Release verifier checks:
- tag format,
- tag object is annotated/signed if required,
- commit reachable from protected main or release branch,
- project version file matches tag,
- dependency graph included,
- release notes range computed,
- artifact digest recorded,
- runtime metadata generated.
16. Monorepo Decision Framework
Use monorepo when:
| Signal | Interpretation |
|---|---|
| many atomic cross-repo changes | monorepo may reduce coordination cost |
| shared contracts change often | unified review/test helpful |
| tooling duplicated across repos | centralization valuable |
| dependency skew hurts reliability | single source/version graph useful |
| organization can invest in tooling | monorepo needs platform support |
Avoid or delay monorepo when:
| Signal | Interpretation |
|---|---|
| no platform ownership | monorepo will rot |
| CI already unreliable | monorepo amplifies pain |
| teams need hard confidentiality boundaries | repository-level access may be too broad |
| binary/artifact-heavy codebase | Git performance risk |
| release independence is extreme | scoped release tooling mandatory |
| no dependency graph discipline | affected CI unsafe |
17. Engineering Takeaways
- Monorepo shifts complexity; it does not delete complexity.

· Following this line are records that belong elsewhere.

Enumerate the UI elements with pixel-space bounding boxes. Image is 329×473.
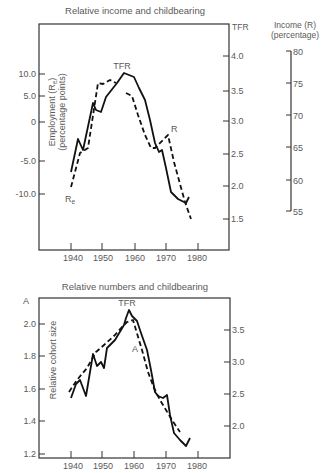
top-re-label: Re: [65, 194, 76, 205]
bottom-x-axis: 1940 1950 1960 1970 1980: [63, 451, 207, 471]
svg-text:2.0: 2.0: [231, 181, 244, 191]
top-x-axis: 1940 1950 1960 1970 1980: [63, 243, 207, 263]
top-tfr-line: [71, 73, 189, 203]
svg-text:55: 55: [293, 207, 303, 217]
top-re-line: [71, 80, 116, 187]
svg-text:1960: 1960: [125, 253, 145, 263]
top-chart-frame: [39, 24, 229, 250]
bottom-a-line: [69, 320, 180, 432]
svg-text:3.0: 3.0: [231, 116, 244, 126]
bottom-tfr-label: TFR: [118, 298, 136, 308]
top-r-label: R: [171, 124, 178, 134]
top-left-tick: -5.0: [20, 156, 36, 166]
svg-text:1970: 1970: [156, 253, 176, 263]
bottom-a-label: A: [132, 344, 138, 354]
svg-text:2.0: 2.0: [23, 319, 36, 329]
svg-text:A: A: [23, 296, 29, 306]
svg-text:1.6: 1.6: [23, 384, 36, 394]
svg-text:3.5: 3.5: [232, 325, 245, 335]
svg-text:1.4: 1.4: [23, 416, 36, 426]
svg-text:3.0: 3.0: [232, 357, 245, 367]
svg-text:75: 75: [293, 79, 303, 89]
top-income-axis: Income (R) (percentage) 80 75 70 65 60 5…: [271, 20, 319, 217]
top-left-tick: 0: [31, 117, 36, 127]
top-right-tfr-axis: TFR 4.0 3.5 3.0 2.5 2.0 1.5: [223, 22, 249, 224]
svg-text:1950: 1950: [93, 461, 113, 471]
svg-text:(percentage points): (percentage points): [57, 73, 67, 151]
svg-text:2.5: 2.5: [232, 389, 245, 399]
svg-text:1950: 1950: [93, 253, 113, 263]
svg-text:3.5: 3.5: [231, 86, 244, 96]
svg-text:1940: 1940: [63, 461, 83, 471]
svg-text:1980: 1980: [187, 253, 207, 263]
bottom-tfr-line: [71, 310, 190, 446]
svg-text:1970: 1970: [156, 461, 176, 471]
bottom-left-axis-label: Relative cohort size: [48, 321, 58, 400]
bottom-left-axis: A 2.0 1.8 1.6 1.4 1.2: [23, 296, 45, 459]
svg-text:1960: 1960: [124, 461, 144, 471]
svg-text:1940: 1940: [63, 253, 83, 263]
top-left-tick: -10.0: [15, 189, 36, 199]
svg-text:60: 60: [293, 176, 303, 186]
svg-text:1980: 1980: [187, 461, 207, 471]
svg-text:4.0: 4.0: [231, 51, 244, 61]
bottom-chart-title: Relative numbers and childbearing: [62, 281, 208, 292]
bottom-right-tfr-axis: 3.5 3.0 2.5 2.0: [224, 325, 245, 431]
svg-text:1.5: 1.5: [231, 214, 244, 224]
svg-text:70: 70: [293, 111, 303, 121]
figure: Relative income and childbearing 10.0 5.…: [0, 0, 329, 473]
svg-text:Income (R): Income (R): [274, 20, 316, 30]
svg-text:(percentage): (percentage): [271, 30, 319, 40]
svg-text:80: 80: [293, 47, 303, 57]
svg-text:1.8: 1.8: [23, 351, 36, 361]
top-left-axis: 10.0 5.0 0 -5.0 -10.0: [15, 69, 45, 199]
top-left-tick: 5.0: [23, 91, 36, 101]
top-left-tick: 10.0: [18, 69, 36, 79]
svg-text:TFR: TFR: [232, 22, 249, 32]
svg-text:2.0: 2.0: [232, 421, 245, 431]
top-left-axis-label: Employment (Re) (percentage points): [47, 73, 67, 151]
svg-text:1.2: 1.2: [23, 449, 36, 459]
svg-text:2.5: 2.5: [231, 149, 244, 159]
top-tfr-label: TFR: [113, 61, 131, 71]
svg-text:65: 65: [293, 143, 303, 153]
top-chart-title: Relative income and childbearing: [65, 5, 205, 16]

- Sparse checkout and partial clone solve different performance problems.
- CI must be dependency-aware, not only path-aware.
- CODEOWNERS is necessary but insufficient; ownership health must be maintained.
- Release identity in monorepo should often be project-scoped.
- Merge queue becomes more valuable as shared infrastructure and root config grow.
- Binary/artifact boundary must be enforced before bloat becomes permanent.
- Affected-set CI must fail conservative when dependency knowledge is uncertain.
- Migration must include old repository archival and release identity mapping.
- A successful monorepo is a product maintained by a platform team, not a dumping ground.
18. Monorepo Readiness Checklist
[ ] Target layout defined
[ ] Ownership map complete
[ ] CODEOWNERS reviewed
[ ] Dependency graph represented in machine-readable form
[ ] CI affected-set algorithm designed
[ ] Conservative fallback rules defined
[ ] Merge queue policy chosen
[ ] Sparse checkout profiles defined
[ ] Partial clone strategy tested
[ ] Large blob/LFS policy enforced
[ ] Release tag convention defined
[ ] Project-scoped release notes implemented
[ ] Old repository archival plan written
[ ] Developer onboarding script exists
[ ] Repo health dashboard exists
[ ] Incident runbooks updated for monorepo
References
- Git documentation:
git sparse-checkout, partial clone, commit-graph, multi-pack-index,git clone,git diff,git log. - GitHub Docs: CODEOWNERS, branch protection, merge queue, monorepo and repository management guidance.
- Pro Git: branching workflows, distributed Git, submodules, internals.
- Trunk Based Development: short-lived branches and integration discipline.
You just completed lesson 120 in final stretch. Use the series map if you want to review the broader track, or continue directly into the next lesson while the context is still warm.
Keep the momentum while the lesson is still fresh. Move backward for review or continue forward into the next concept.